I wanted to upload this as one long one-shot, but that's just not where my fanfic writing is at the moment. So I'm going to up load it in manageable chunks which might force me to actually finish it. Submitted for C/P's challenges by the dozen and winter self-care challenge.
Study in narrative style. Alternating POVs between Link and Zelda.
His mother calls him my river child, because he never stops running.
Carving pathways through Faron's thick grasses, high as his head and yellowed by summer sun. Scrambling over granite tors and the rotting logs that are the very bones of Lanayru's swamplands. Link never sees a horizon but to fling himself headlong into it, little muscles lithe and weedy, his skin a patchwork of blisters, scrapes, and scars. Songs of laughter tumble from his lips as darting butterflies, chasing him, chased by him, round and round in the endless race of youth, and when twilight dims the sky to cobalt-grey, he tramps home with all his cuts and bruises in tow, each injury a badge of honor.
"'Tis your doing," his mother accuses. She wags a wrathful finger at his father. "Dragging him all about the country, telling him wild stories about this, that, or the other." She throws her arms – bleached elbow-high with flour – into the air, and the room snows. "You've taught him nothing but foolish recklessness, and don't think I'll forgive you when he comes home one day with a cracked skull."
Link twirls within the flurries.
"Is that so?" His father, feet propped at the hearth, rumbles off his bear-laugh. "Next you'll tell me it wasn't the woman that chased off a pack of bokoblins with her bare hands who I courted all those years ago." His father, who married the village battle-ax and is as heedless as the son. "You're his mother, so I suppose 'tis right of you to worry. But don't trouble your conscience, m'dear, for I'd give better odds to his thick head than anything coming up against it." His father, who wears Royal Blue and a glinting sword on his belt, who sallies off with Link into every nook and hiding place of Hyrule because, "a child can't live if he can't breathe, if he can never taste the air of the wild."
His father, who spends three months at the castle for every one at home, yet brings back only enough coin to keep hunger out of his growing family's bones, the worst of winter's chill out of their little shack of a house.
But Link's world is not moored to the seas of poverty. He drowns himself in too many delights to feel the pinch. "Come Link, let me dry you off," and the satisfying starch of his mother's apron as it towels his wet hair. "Come Link, warm yourself," and he loses himself again to the purple, fairy-like embers pulsing within the driftwood fire. Scents of stewed mutton and mulled wine. Scents of steel and sweat and a new adventure.
Poor, simple, and happy. An idyllic childhood only for those living it.
"And tomorrow, if the weather holds, we'll have another romp in the wild places, aye son?" He tousles Link's barley-colored head, then throws him high enough to kiss the thatching.
The supper things have not yet been cleared away before Link squirms out of his father's grasp and bolts for the door.
"And where are you off to?" says his mother. She puts the bread and knife away and wraps the cheese in cloth, then rubs her rounded belly, the twins mewling at her feet.
His father hoists a babe under each arm. "Let him go, let him go. There's light enough yet, and he'd better get it out of him before bed."
"Hadn't he better listen to his poor mother?"
Link cries out at this injustice. "But I do listen!"
"Oh?"
He nods. "All the time."
"To me?"
Link give a squirrel-like cock to his head, little brain thinking. "Sometimes. But mostly to the voices."
"What's that, m'boy?" his father says. "What voices?"
"Take no heed of his ramblings," his mother chides. "That child talks to the wind as though it's his best friend. Take no heed."
They bid him wash the crockery and stable the cow before they release him, and then he runs – through the vegetable garden, down the dirt path that leads to the wheat fields, past the outskirts of the cultivated lands and into the unfarmed realms of Hyrule. Where wildflowers grow, the untamed creatures roam.
He runs – not to please his father or to terrorize his mother, but for the voice lodged deep within, the undefiable whisper of hurry, hurry, hurry.
Where is he going? It matters not. He runs because he can, because children do not run from what they are, they only run to it.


__What you need to do__. Report every line of the material that contains the string "Republicans".

[[ Data supplied, beginning ]]

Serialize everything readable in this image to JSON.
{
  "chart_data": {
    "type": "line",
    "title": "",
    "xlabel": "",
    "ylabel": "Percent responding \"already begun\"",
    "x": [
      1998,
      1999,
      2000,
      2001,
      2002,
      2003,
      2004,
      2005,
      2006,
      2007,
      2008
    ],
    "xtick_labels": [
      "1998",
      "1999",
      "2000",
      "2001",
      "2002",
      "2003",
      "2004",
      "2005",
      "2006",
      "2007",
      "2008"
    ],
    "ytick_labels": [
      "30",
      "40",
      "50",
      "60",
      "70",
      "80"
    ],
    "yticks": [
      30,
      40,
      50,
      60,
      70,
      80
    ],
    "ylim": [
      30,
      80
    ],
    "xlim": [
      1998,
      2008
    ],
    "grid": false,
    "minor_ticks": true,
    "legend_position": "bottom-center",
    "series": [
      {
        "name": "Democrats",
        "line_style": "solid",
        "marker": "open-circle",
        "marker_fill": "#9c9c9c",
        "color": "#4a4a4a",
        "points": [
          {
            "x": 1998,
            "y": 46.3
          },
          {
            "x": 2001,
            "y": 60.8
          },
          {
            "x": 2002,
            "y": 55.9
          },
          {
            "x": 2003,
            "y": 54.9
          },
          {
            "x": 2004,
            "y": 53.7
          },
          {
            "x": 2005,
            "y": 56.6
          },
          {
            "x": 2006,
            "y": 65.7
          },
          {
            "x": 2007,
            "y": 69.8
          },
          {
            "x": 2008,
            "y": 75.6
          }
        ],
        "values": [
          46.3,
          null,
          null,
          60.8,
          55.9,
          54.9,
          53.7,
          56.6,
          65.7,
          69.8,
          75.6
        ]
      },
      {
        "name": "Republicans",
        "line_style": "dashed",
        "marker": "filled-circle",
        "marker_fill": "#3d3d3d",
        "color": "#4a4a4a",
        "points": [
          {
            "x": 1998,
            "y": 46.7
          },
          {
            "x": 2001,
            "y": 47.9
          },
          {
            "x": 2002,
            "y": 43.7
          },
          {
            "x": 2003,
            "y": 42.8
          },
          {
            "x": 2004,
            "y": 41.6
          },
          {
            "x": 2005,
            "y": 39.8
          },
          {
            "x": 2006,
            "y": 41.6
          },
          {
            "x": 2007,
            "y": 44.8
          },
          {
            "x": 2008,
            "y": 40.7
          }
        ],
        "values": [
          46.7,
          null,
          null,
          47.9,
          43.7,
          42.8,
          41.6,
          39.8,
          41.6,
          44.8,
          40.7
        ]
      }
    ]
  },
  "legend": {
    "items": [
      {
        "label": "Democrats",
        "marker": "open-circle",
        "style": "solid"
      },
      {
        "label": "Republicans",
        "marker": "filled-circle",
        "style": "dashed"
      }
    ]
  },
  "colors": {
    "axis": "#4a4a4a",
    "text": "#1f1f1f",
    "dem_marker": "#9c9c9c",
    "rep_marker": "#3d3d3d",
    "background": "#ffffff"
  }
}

[[ Data supplied, end ]]

__Task solution__.
        "name": "Republicans",
        "label": "Republicans",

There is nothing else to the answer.